Defect detection in textured materials using Neural Networks

           Various approaches based on texture analysis have been proposed for the automated visual inspection of textile webs. Computing features that capture texture properties is at the heart of most of these approaches. In this work a new approach to detect defects using feed-forward neural network (FFN) is investigated. Every fabric defect on textile web alters spatial arrangement of gray levels in the neighboring pixels and this change is used to detect the fabric defect. Every pixel from the acquired image is characterized by a feature vector. The gray level values of neighboring pixels form the feature vector for every pixel. The large dimension of feature vectors generates computational and overfitting problems. Therefore the dimension of feature vectors is reduced by using singular value decomposition of every feature vector.
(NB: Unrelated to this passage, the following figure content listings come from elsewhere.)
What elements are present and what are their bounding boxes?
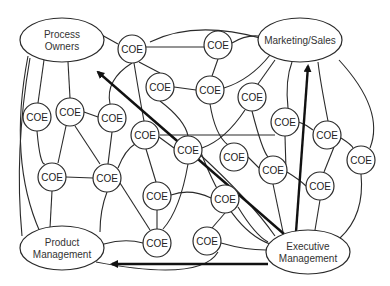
- coe-node: COE: [131, 121, 159, 149]
- coe-label: COE: [41, 172, 63, 183]
- coe-node: COE: [193, 227, 221, 255]
- coe-node: COE: [174, 136, 202, 164]
- stakeholder-label: Product: [45, 237, 80, 248]
- coe-label: COE: [350, 155, 372, 166]
- coe-node: COE: [238, 83, 266, 111]
- stakeholder-label: Owners: [45, 41, 79, 52]
- coe-label: COE: [196, 236, 218, 247]
- coe-node: COE: [211, 185, 239, 213]
- coe-label: COE: [309, 181, 331, 192]
- coe-label: COE: [241, 92, 263, 103]
- coe-label: COE: [262, 165, 284, 176]
- coe-node: COE: [313, 121, 341, 149]
- stakeholder-label: Process: [44, 29, 80, 40]
- coe-node: COE: [347, 146, 375, 174]
- coe-node: COE: [306, 172, 334, 200]
- coe-label: COE: [214, 194, 236, 205]
- coe-network-diagram: ProcessOwnersMarketing/SalesProductManag…: [0, 0, 390, 286]
- coe-label: COE: [121, 44, 143, 55]
- stakeholder-po: ProcessOwners: [20, 18, 104, 62]
- coe-label: COE: [274, 117, 296, 128]
- stakeholder-label: Executive: [286, 241, 330, 252]
- coe-label: COE: [316, 130, 338, 141]
- stakeholder-ms: Marketing/Sales: [258, 18, 342, 62]
- coe-node: COE: [23, 103, 51, 131]
- coe-node: COE: [271, 108, 299, 136]
- coe-label: COE: [96, 173, 118, 184]
- coe-node: COE: [259, 156, 287, 184]
- coe-node: COE: [204, 31, 232, 59]
- arrow-to-marketing-sales: [296, 66, 308, 232]
- coe-label: COE: [149, 82, 171, 93]
- coe-node: COE: [143, 182, 171, 210]
- coe-node: COE: [93, 164, 121, 192]
- stakeholder-em: ExecutiveManagement: [266, 230, 350, 274]
- stakeholder-label: Marketing/Sales: [264, 35, 336, 46]
- coe-label: COE: [199, 85, 221, 96]
- coe-label: COE: [59, 107, 81, 118]
- coe-node: COE: [56, 98, 84, 126]
- coe-label: COE: [146, 191, 168, 202]
- stakeholder-label: Management: [279, 253, 338, 264]
- coe-nodes: COECOECOECOECOECOECOECOECOECOECOECOECOEC…: [23, 31, 375, 257]
- coe-node: COE: [196, 76, 224, 104]
- coe-label: COE: [223, 152, 245, 163]
- coe-label: COE: [101, 113, 123, 124]
- coe-label: COE: [134, 130, 156, 141]
- coe-label: COE: [207, 40, 229, 51]
- coe-node: COE: [220, 143, 248, 171]
- coe-node: COE: [98, 104, 126, 132]
- stakeholder-pm: ProductManagement: [20, 226, 104, 270]
- coe-node: COE: [118, 35, 146, 63]
- coe-node: COE: [143, 229, 171, 257]
- coe-node: COE: [146, 73, 174, 101]
- stakeholder-label: Management: [33, 249, 92, 260]
- coe-label: COE: [177, 145, 199, 156]
- coe-label: COE: [146, 238, 168, 249]
- coe-node: COE: [38, 163, 66, 191]
- coe-label: COE: [26, 112, 48, 123]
Further details from this work appears in a recent paper from Pattern Recognition. 

Figure 1: Twill weave fabric samples with defect mispick, netting-multilplies (1), thin bar, and netting-multiplies (2), and their corresponding segmentation of defects from 5/1 FFN.

Figure 2: Convergence of training error from fabric defect mispick.

Figure 3: Plain  weave fabric samples with defect double weft, thin bar, broken ends, sleck-pick and their corresponding segmentation of defects from 5/1 FFN.

The computational simplicity is critical for success of any approach for real time fabric inspection. A low-cost solution for fabric defect detection using linear neural network was also proposed. Experimental results on the low-resolution images obtained from the real fabric samples have demonstrated their usefulness.

Figure 4: Generation of two projection signals from the image under inspection.

Figure 5: Block diagram of defect-detection scheme using linear neural networks.